New maps of the Milky Way could solve an old astronomical mystery

New maps of the Milky Way could solve an old astronomical mystery

Virtual 3D maps may lead researchers to an answer about the galaxy’s missing starlight.

An international team of researchers have produced new maps of the stardust located between the stars of the milky way. This dust and gas are left behind when a star dies and supplies the fuel for new stars and planets.

Astronomers analyze the bands of starlight that pass through space to determine the composition of stars and other space materials. However, in 1922, astronomer Mary Lea Heger noticed that some of that light was missing. Dark bands known as diffuse interstellar bands, or “DIBS” contained no starlight. This indicated that some material was preventing the light from being seen. To date more than 400 DIBS have been identified, but what the bands are made from has remained a mystery.

Researchers believe that, based on the absorption of starlight, the bands must be made of large, complex molecules but no hard evidence of this has been found. Evidence of the nature and composition of the material could provide clues about the chemistry of the spaces between stars, as well as information about how stars and galaxies form.
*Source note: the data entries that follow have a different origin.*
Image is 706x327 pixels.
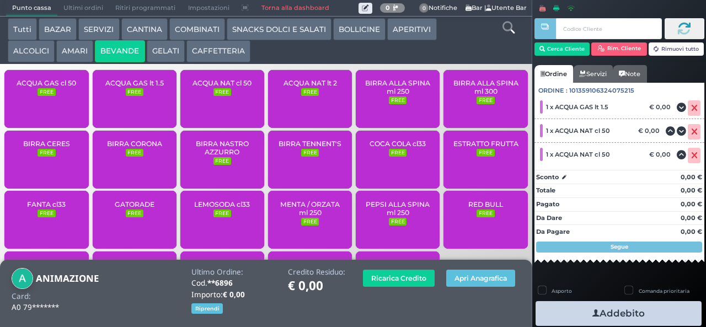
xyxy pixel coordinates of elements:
button: SNACKS DOLCI E SALATI [227,18,332,40]
b: ANIMAZIONE [36,272,99,285]
span: Ultimi ordini [57,1,109,16]
h4: Ultimo Ordine: [192,268,277,277]
small: FREE [477,210,495,217]
strong: Totale [536,187,556,194]
span: Ritiri programmati [109,1,182,16]
label: Comanda prioritaria [639,288,690,295]
span: BIRRA CORONA [107,140,162,148]
button: BEVANDE [95,40,145,62]
small: FREE [38,88,55,96]
small: FREE [126,88,143,96]
small: FREE [126,149,143,157]
button: Rim. Cliente [592,42,647,56]
strong: Segue [611,243,629,251]
span: Punto cassa [6,1,57,16]
span: 1 x ACQUA GAS lt 1.5 [546,103,609,111]
button: Tutti [8,18,37,40]
span: ACQUA GAS lt 1.5 [105,79,164,87]
button: BOLLICINE [333,18,386,40]
button: GELATI [147,40,185,62]
h4: Card: [12,293,31,301]
button: Addebito [536,301,702,326]
span: Ordine : [539,86,568,95]
span: BIRRA CERES [23,140,70,148]
a: Ordine [535,65,573,83]
span: 1 x ACQUA NAT cl 50 [546,151,610,158]
input: Codice Cliente [556,18,662,39]
h4: Importo: [192,291,277,299]
span: Impostazioni [182,1,236,16]
button: ALCOLICI [8,40,55,62]
strong: Sconto [536,173,559,182]
span: MENTA / ORZATA ml 250 [278,200,343,217]
strong: Da Dare [536,214,562,222]
button: Riprendi [192,304,223,314]
span: FANTA cl33 [27,200,66,209]
strong: 0,00 € [681,187,703,194]
h4: Credito Residuo: [288,268,346,277]
h1: € 0,00 [288,279,346,293]
span: 101359106324075215 [570,86,635,95]
b: € 0,00 [223,290,245,300]
small: FREE [389,97,407,104]
small: FREE [38,149,55,157]
label: Asporto [552,288,572,295]
h4: Cod. [192,279,277,288]
button: Cerca Cliente [535,42,591,56]
a: Torna alla dashboard [255,1,335,16]
div: € 0,00 [637,127,666,135]
strong: 0,00 € [681,173,703,181]
small: FREE [38,210,55,217]
span: LEMOSODA cl33 [194,200,250,209]
small: FREE [301,88,319,96]
button: AMARI [56,40,93,62]
small: FREE [301,218,319,226]
strong: 0,00 € [681,228,703,236]
span: BIRRA ALLA SPINA ml 300 [453,79,519,95]
span: PEPSI ALLA SPINA ml 250 [365,200,431,217]
a: Servizi [573,65,613,83]
button: BAZAR [39,18,77,40]
button: APERITIVI [387,18,437,40]
b: 0 [386,4,390,12]
span: ACQUA NAT lt 2 [284,79,337,87]
span: ACQUA GAS cl 50 [17,79,76,87]
small: FREE [301,149,319,157]
div: € 0,00 [648,103,677,111]
button: SERVIZI [78,18,119,40]
small: FREE [389,218,407,226]
span: 1 x ACQUA NAT cl 50 [546,127,610,135]
strong: Da Pagare [536,228,570,236]
span: RED BULL [469,200,503,209]
span: GATORADE [115,200,155,209]
img: ANIMAZIONE [12,268,33,290]
strong: Pagato [536,200,560,208]
span: BIRRA ALLA SPINA ml 250 [365,79,431,95]
button: CANTINA [121,18,168,40]
span: ESTRATTO FRUTTA [454,140,519,148]
div: € 0,00 [648,151,677,158]
small: FREE [389,149,407,157]
small: FREE [477,149,495,157]
span: 0 [419,3,429,13]
small: FREE [126,210,143,217]
small: FREE [214,157,231,165]
span: ACQUA NAT cl 50 [193,79,252,87]
button: Apri Anagrafica [447,270,515,287]
strong: 0,00 € [681,214,703,222]
small: FREE [214,88,231,96]
button: Ricarica Credito [363,270,435,287]
small: FREE [477,97,495,104]
button: CAFFETTERIA [187,40,251,62]
button: COMBINATI [169,18,225,40]
span: COCA COLA cl33 [370,140,426,148]
button: Rimuovi tutto [649,42,705,56]
a: Note [613,65,647,83]
span: BIRRA TENNENT'S [279,140,342,148]
span: BIRRA NASTRO AZZURRO [190,140,256,156]
small: FREE [214,210,231,217]
strong: 0,00 € [681,200,703,208]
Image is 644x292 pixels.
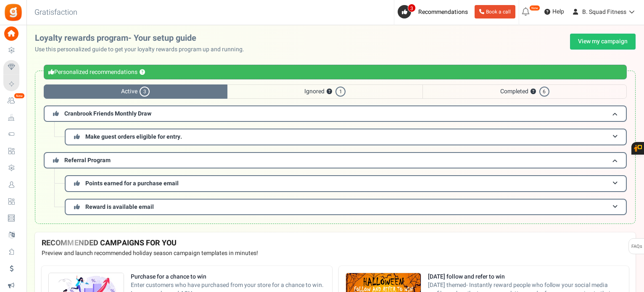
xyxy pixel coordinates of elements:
[550,8,564,16] span: Help
[4,3,23,22] img: Gratisfaction
[25,4,86,21] h3: Gratisfaction
[64,109,151,118] span: Cranbrook Friends Monthly Draw
[422,85,627,99] span: Completed
[529,5,540,11] em: New
[227,85,423,99] span: Ignored
[35,45,251,54] p: Use this personalized guide to get your loyalty rewards program up and running.
[131,272,326,281] strong: Purchase for a chance to win
[44,65,627,79] div: Personalized recommendations
[428,272,623,281] strong: [DATE] follow and refer to win
[408,4,416,12] span: 3
[140,70,145,75] button: ?
[335,86,345,97] span: 1
[4,94,23,108] a: New
[44,85,227,99] span: Active
[475,5,515,18] a: Book a call
[85,132,182,141] span: Make guest orders eligible for entry.
[14,93,25,99] em: New
[418,8,468,16] span: Recommendations
[531,89,536,95] button: ?
[541,5,568,18] a: Help
[85,179,179,188] span: Points earned for a purchase email
[85,203,154,212] span: Reward is available email
[327,89,332,95] button: ?
[398,5,471,18] a: 3 Recommendations
[631,238,642,254] span: FAQs
[140,86,150,97] span: 3
[42,249,628,257] p: Preview and launch recommended holiday season campaign templates in minutes!
[42,239,628,247] h4: RECOMMENDED CAMPAIGNS FOR YOU
[570,33,636,49] a: View my campaign
[539,86,549,97] span: 6
[582,8,626,16] span: B. Squad Fitness
[35,33,251,43] h2: Loyalty rewards program- Your setup guide
[64,156,110,164] span: Referral Program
“There’s an old saying that ‘We are all stardust,’ since all chemical elements heavier than helium are produced in stars. But we still don’t know why stars form where they do. This study is giving us new clues about the interstellar medium out of which the stars form,” said Rosemary Wyse, a Johns Hopkins professor of physics and astronomy who played a prominent role in the research, in a statement.

The new maps were created using data collected over a 10-year period by the Radial Velocity Experiment (RAVE). RAVE used the Schmidt Telescope in Australia to gather spectroscopic information from clusters of stars, as many as 150 at a time. In all, data related to 500,000 stars was gathered.

The size of the sample allowed researchers to determine the distance of the material causing the DIBs and map how the material is distributed.

The maps crated from this data is described as “pseudo-3D” because a mathematical form is used to calculate the distribution of the vertical dimension that describes the distance from the plane of the Milky Way.

The techniques developed in creating the maps should allow future researchers to build additional maps, possibly determining where DIBS are located and what materials they contain.

“To figure out what something is, you first have to figure out where it is and that’s what this paper does. Larger surveys will provide more details in the future. This paper has demonstrated how to do that,” said Wyse.

The findings of Wyse and her colleagues appear in the August 15 edition of the journal Science.